Caedmon

Caedmon

Original Text
Levertov, Denise. The Stream and the Sapphire. New York, NY: New Directions, 1997: 41-42.
1All others talked as if
2talk were a dance.
3Clodhopper I, with clumsy feet
4would break the gliding ring.
5Early I learned to
6hunch myself
7close by the door:
8then when the talk began
9I'd wipe my
10 mouth and wend
11unnoticed back to the barn
12to be with the warm beasts,
13dumb among body sounds
14of the simple ones.
15I'd see by a twist
16of lit rush the motes
17of gold moving
18from shadow to shadow
19slow in the wake
20of deep untroubled sighs.
21The cows
22munched or stirred or were still. I
23was at home and lonely,
24both in good measure. Until
25the sudden angel affrighted me---light effacing
26my feeble beam,
27a forest of torches, feathers of flame, sparks upflying:
28but the cows as before
29were calm, and nothing was burning,
30nothing but I, as that hand of fire
31touched my lips and scorched my tongue
32and pulled my voice
33into the ring of the dance.
Publication Start Year
1987
Publication Notes
Breathing the Water.
RPO poem Editors
Ian Lancashire, assisted by Ana Berdinskikh
RPO Edition
2009
Rhyme
Form
Special Copyright

"Caedmon" © New Directions. From "The Stream and the Sapphire" (New York, N.Y.: New Directions, 1997) by permission of the publisher. Any other use, including reproduction for any purposes, educational or otherwise, will require explicit written permission from New Directions.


# [TASK DESCRIPTION]
The following data is to be repeated exactly, its pictures excluded.

# [DATA RECORDS]
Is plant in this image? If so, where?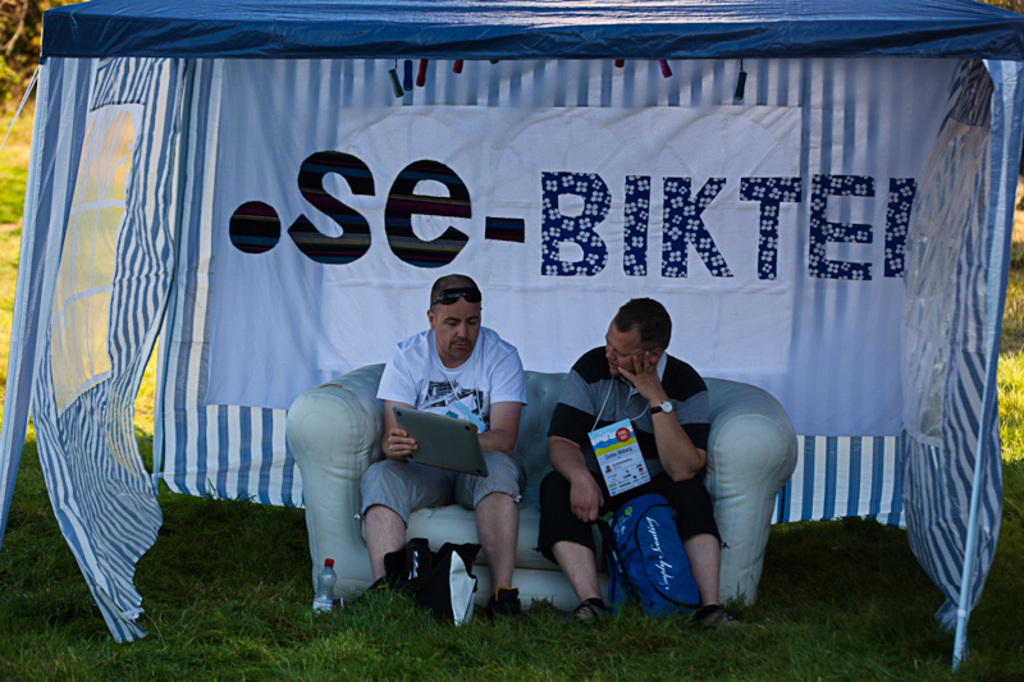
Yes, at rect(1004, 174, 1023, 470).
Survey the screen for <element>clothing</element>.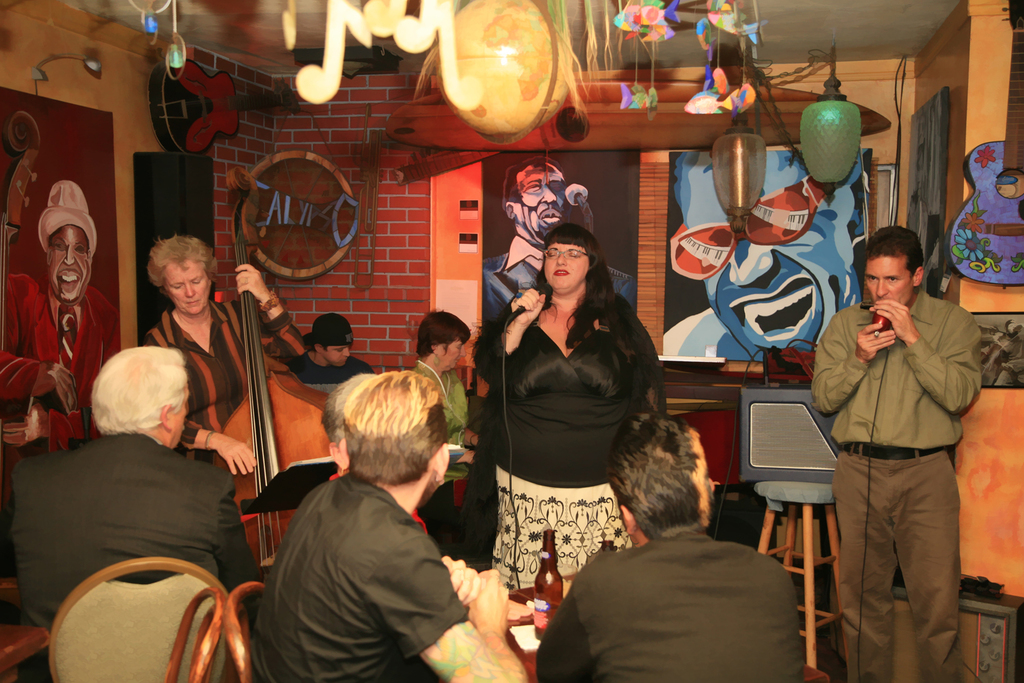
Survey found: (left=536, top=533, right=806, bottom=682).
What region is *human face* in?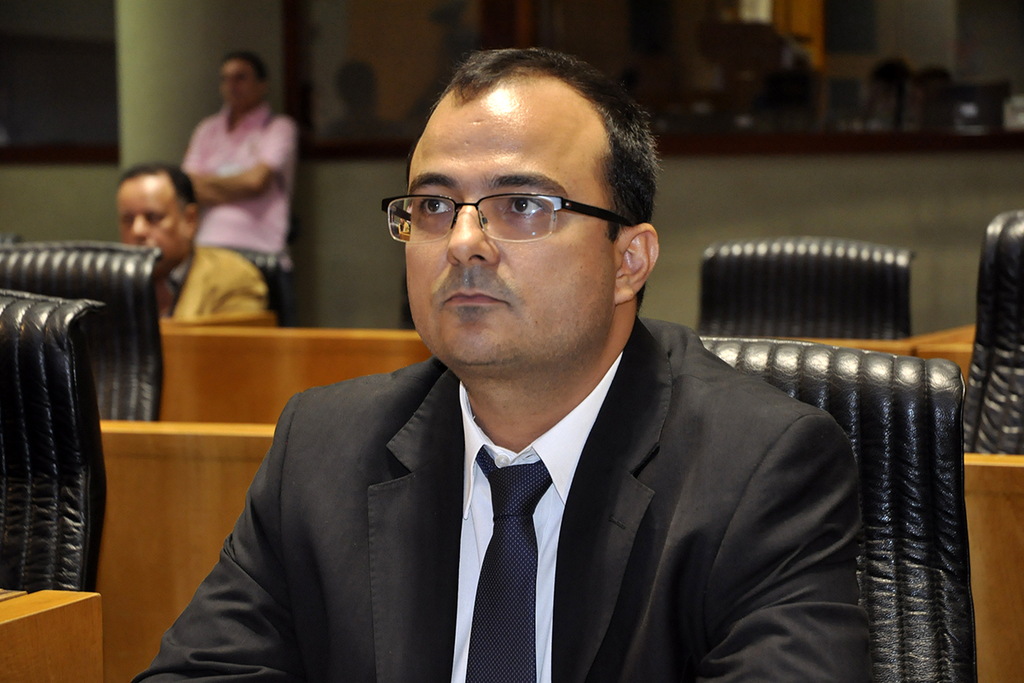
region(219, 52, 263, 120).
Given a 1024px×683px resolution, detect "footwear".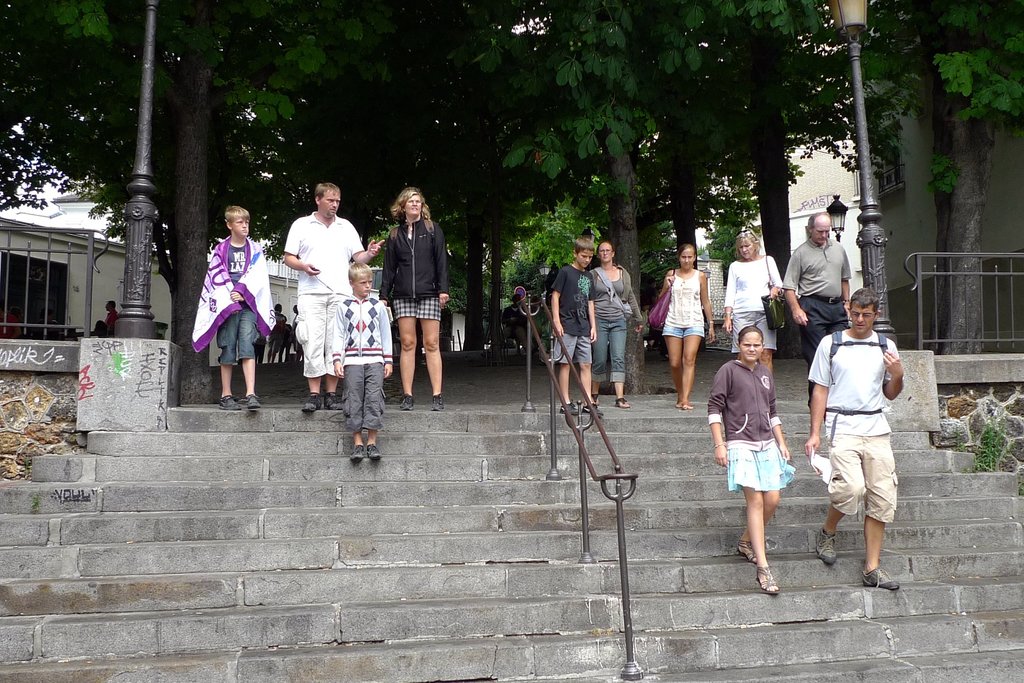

# [SOLUTION BELOW]
Is plant in this image? If so, where?
Yes, at rect(1004, 174, 1023, 470).
Survey the screen for <element>clothing</element>.
Survey found: (left=536, top=533, right=806, bottom=682).
What region is *human face* in?
region(219, 52, 263, 120).
Given a 1024px×683px resolution, detect "footwear".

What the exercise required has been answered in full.